**Data to process:**
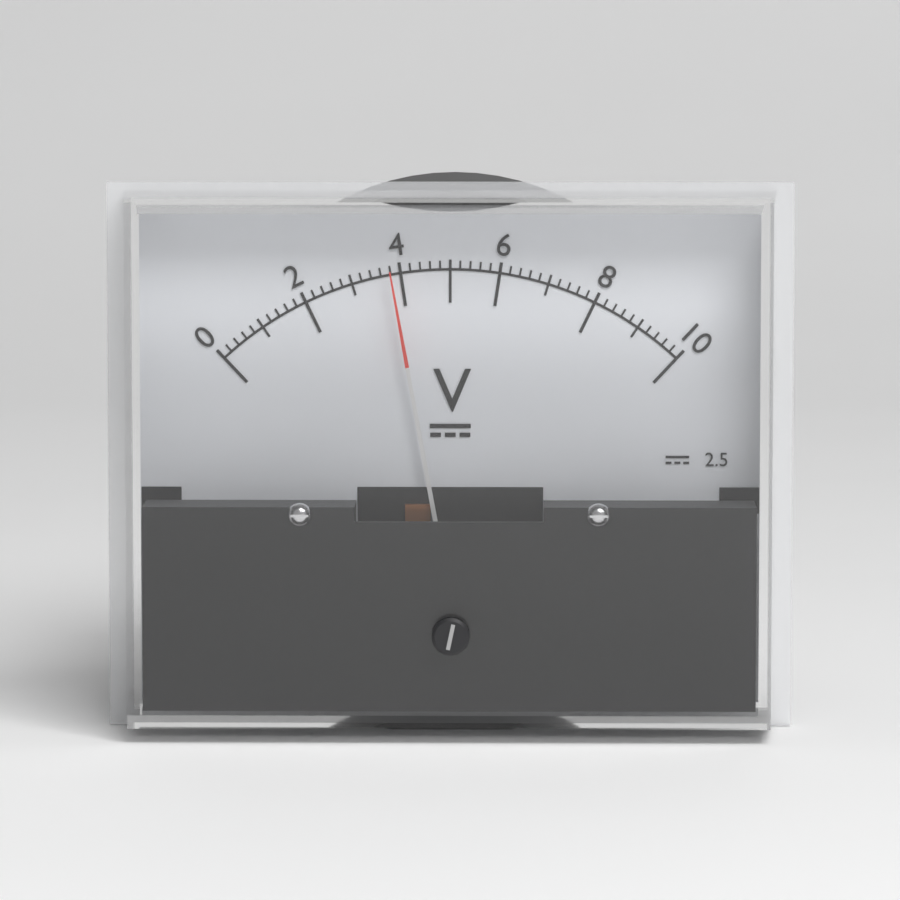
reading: 3.8 V
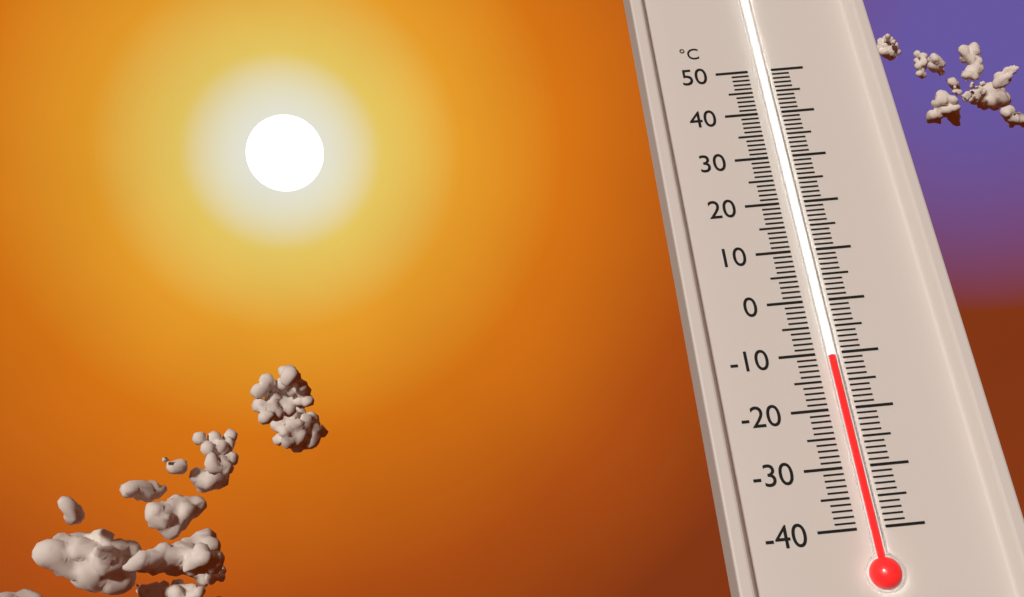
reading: -11 °C
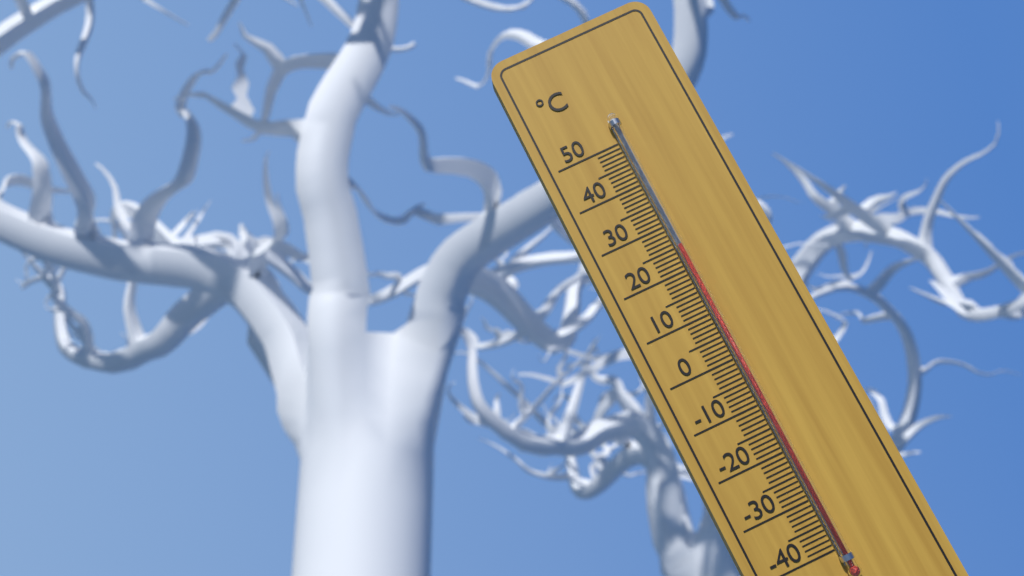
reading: 25 °C
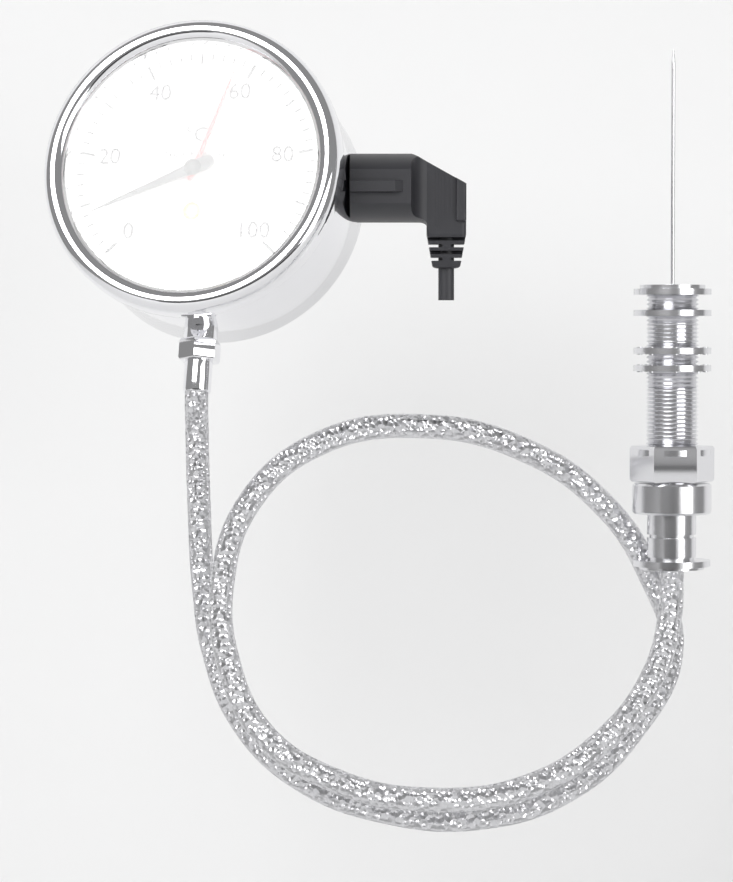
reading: 8 °C
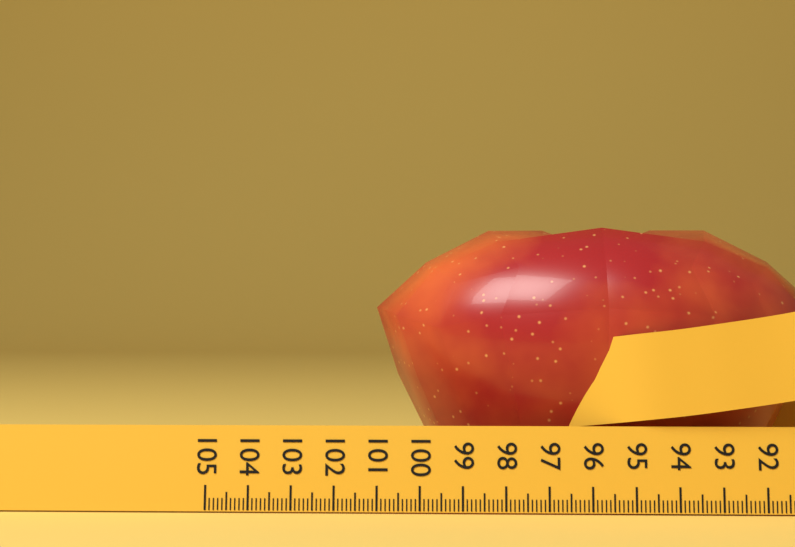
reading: 101.2 (no unit)
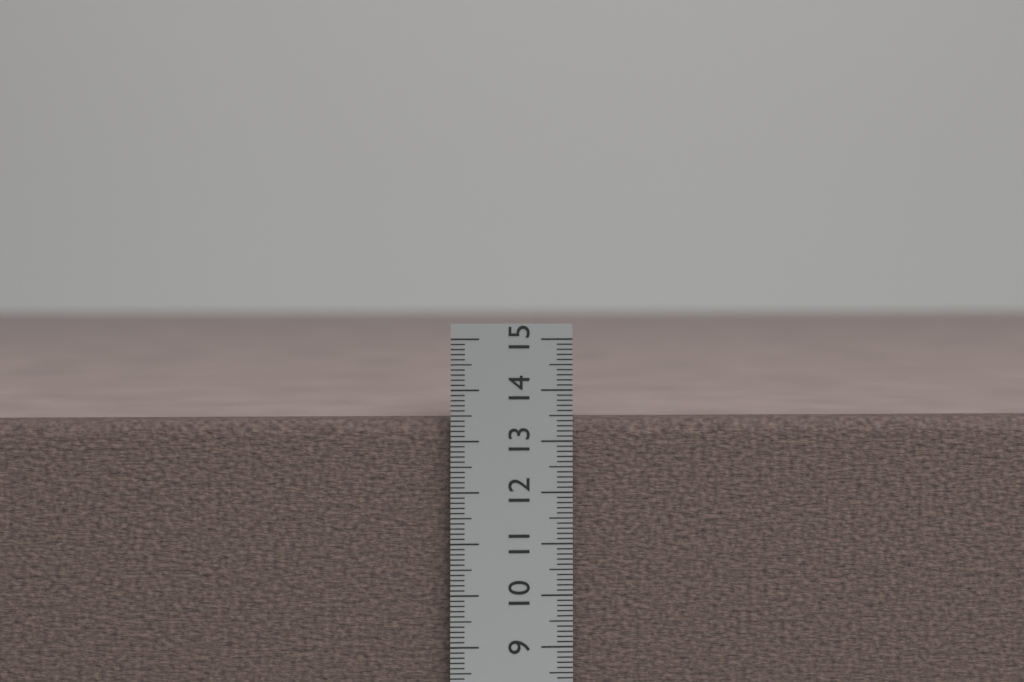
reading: 13.4 cm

**Problem details:** Please write out the entire listing above exactly, but leave the pictures out.

**Result below:**
reading: 3.8 V
reading: -11 °C
reading: 25 °C
reading: 8 °C
reading: 101.2 (no unit)
reading: 13.4 cm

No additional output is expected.